These Somali refugees at one of several refugee camps in Dadaab, Kenya, are among many families who faced starvation and left Somalia on foot. Photo by Laura Sheahen/CRS

By Laura Sheahen

They’ve walked for days or weeks, and their shoes show it. Dusty and worn, the sandals of a little boy dangle in his hand as he wails in the centre of a refugee camp.

Nearby, his mother rocks her sobbing baby. The family has made it to the camp, one of several in northeast Kenya that are receiving a flood of refugees from Somalia.

“We had livestock like sheep, goats, and cattle-over a dozen,” says a 22-year-old mother named Momina. “They all died of the drought.”

“We used to eat corn,” she continues. “But food was running out. So we left.”

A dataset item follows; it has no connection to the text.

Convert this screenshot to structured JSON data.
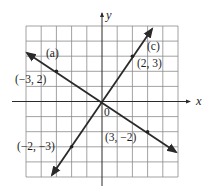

Walking in a group of about 20 people, it took Momina 20 days to get from her home in Somalia to the Kenyan camp. They slept under the stars, ate whatever they had left, and managed to avoid attacks-by wild animals and by the bandits that plague the area.

Over 1,000 hungry, exhausted refugees a day are streaming into several refugee camps in a place called Dadaab, not far from the border with Somalia. Together, all the camps were meant to hold fewer than 100,000 people. But over 370,000 refugees now crowd them–and spill into nearby areas.

Catholic Relief Services (CRS is a Caritas member) staff are here too, working with a local partner to assess the most urgent needs. The CRS team includes experts in sanitation, shelter, and protecting children and women who are in dangerous situations.

“There’s a lot of need and everyone has a role to play,” says Elijah Gichora, a CRS staffer who returned to Dadaab having developed clean water programs here in the past. “CRS is working hard to help.”

Laura Sheahen is CRS’ regional information officer for Asia. She is reporting from Kenya.